Work request → Would you please return only the lines from the one with "Locate an element" through the last line of the records below, leaving the pictures out?

-- Provided information follows --

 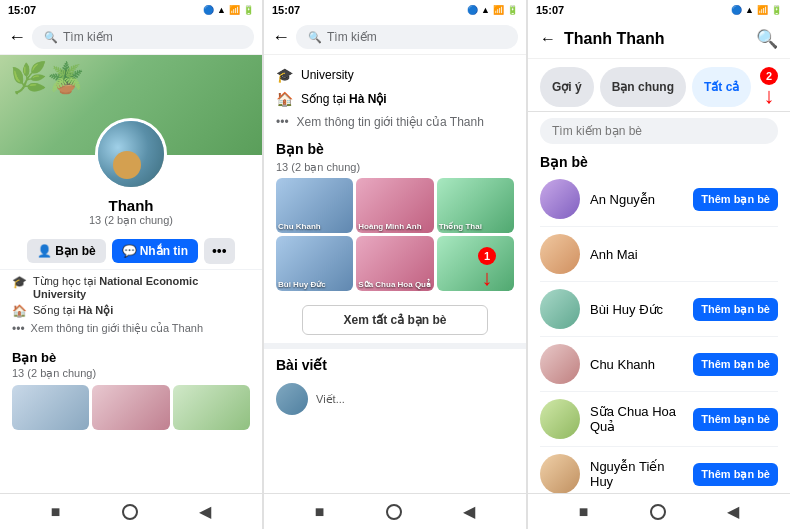 What do you see at coordinates (395, 511) in the screenshot?
I see `bottom-nav-2: ■ ◀` at bounding box center [395, 511].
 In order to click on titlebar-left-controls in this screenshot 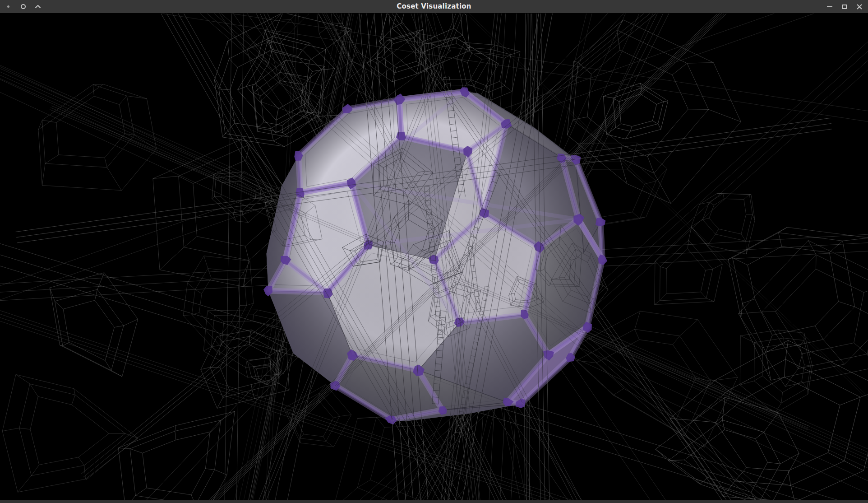, I will do `click(23, 6)`.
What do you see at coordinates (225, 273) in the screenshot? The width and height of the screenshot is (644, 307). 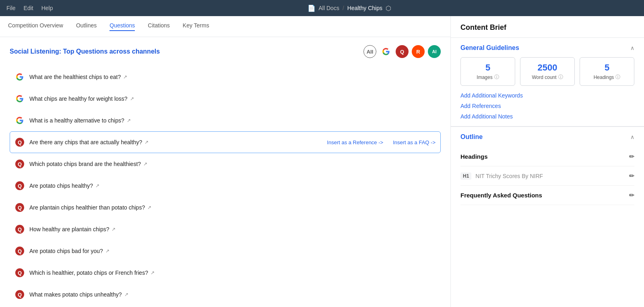 I see `question-item: Q Which is healthier, potato chips or Fr…` at bounding box center [225, 273].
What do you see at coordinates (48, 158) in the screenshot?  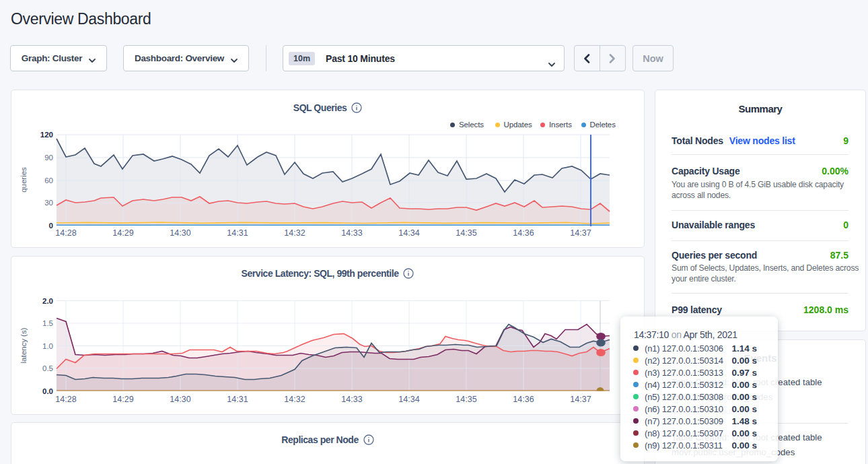 I see `svg-text: 90` at bounding box center [48, 158].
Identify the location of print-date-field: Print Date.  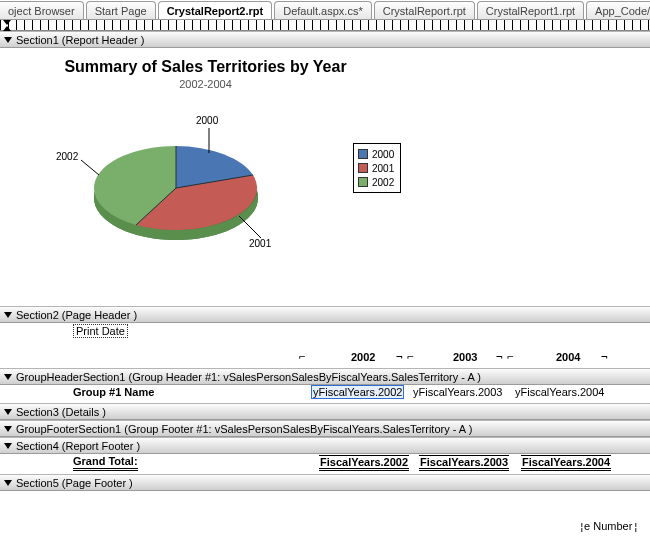
(100, 331).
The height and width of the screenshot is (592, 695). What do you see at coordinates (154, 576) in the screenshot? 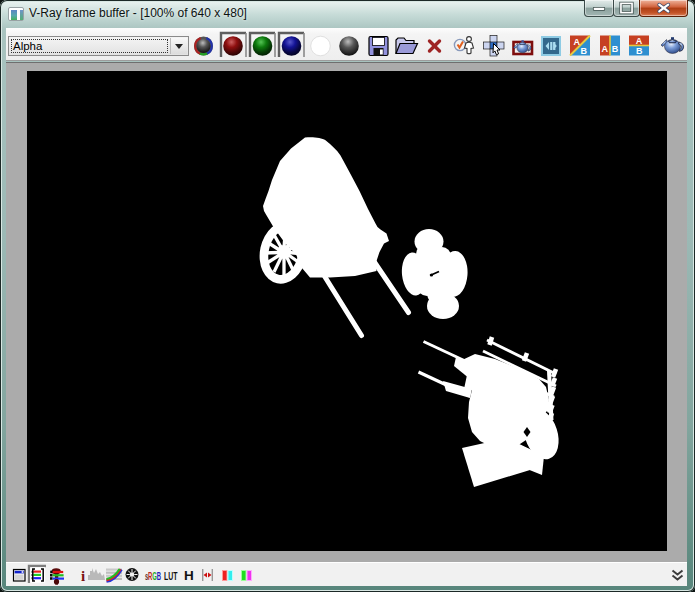
I see `svg-text: G` at bounding box center [154, 576].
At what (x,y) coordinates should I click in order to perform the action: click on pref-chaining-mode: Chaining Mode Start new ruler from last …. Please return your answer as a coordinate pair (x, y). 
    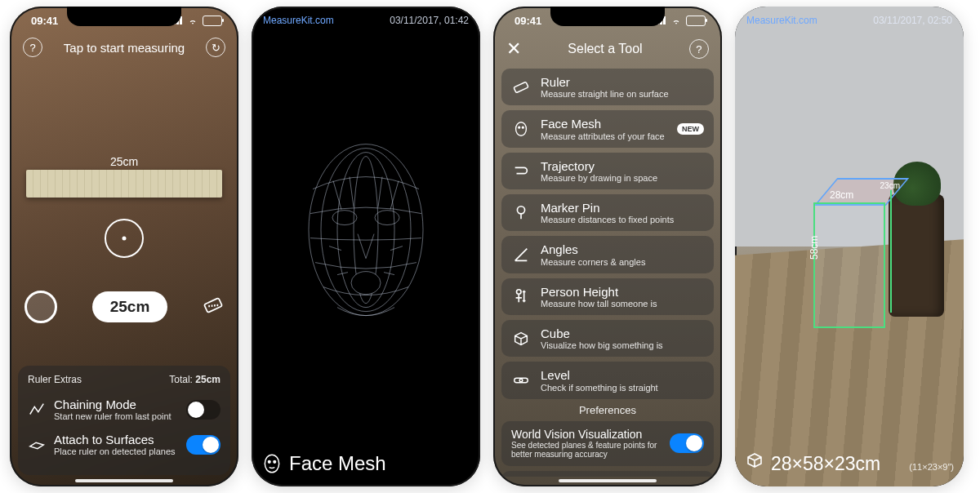
    Looking at the image, I should click on (124, 410).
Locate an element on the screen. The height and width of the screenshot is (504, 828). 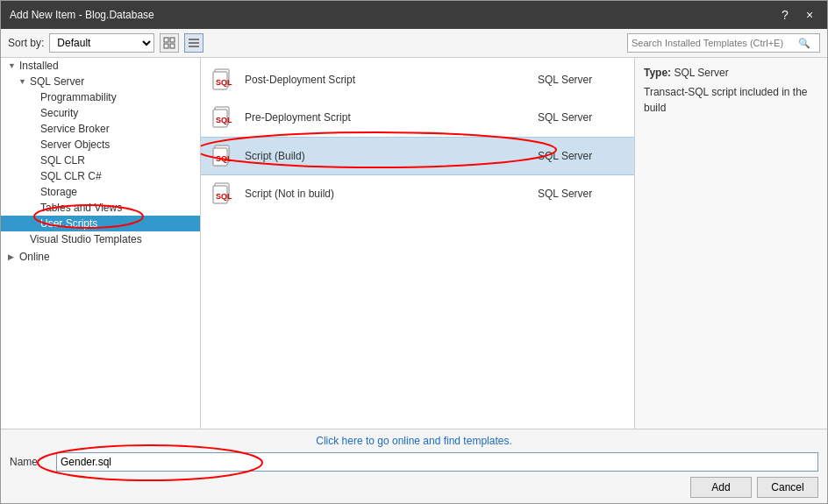
grid-view-button is located at coordinates (169, 43).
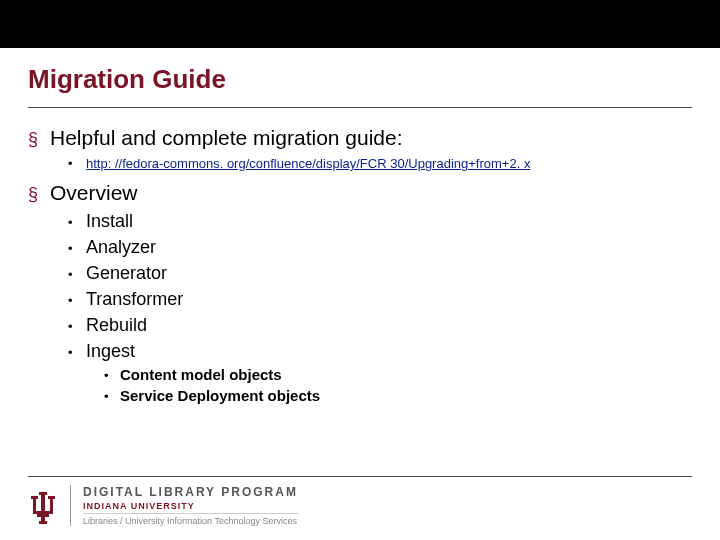 This screenshot has height=540, width=720. I want to click on subitem-text: Service Deployment objects, so click(220, 396).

-- Provided information concluded --

Solution to the problem →
Locate an element on the screen. The height and width of the screenshot is (504, 828). 
grid-view-button is located at coordinates (169, 43).
 This screenshot has height=540, width=720. I want to click on subitem-text: Service Deployment objects, so click(220, 396).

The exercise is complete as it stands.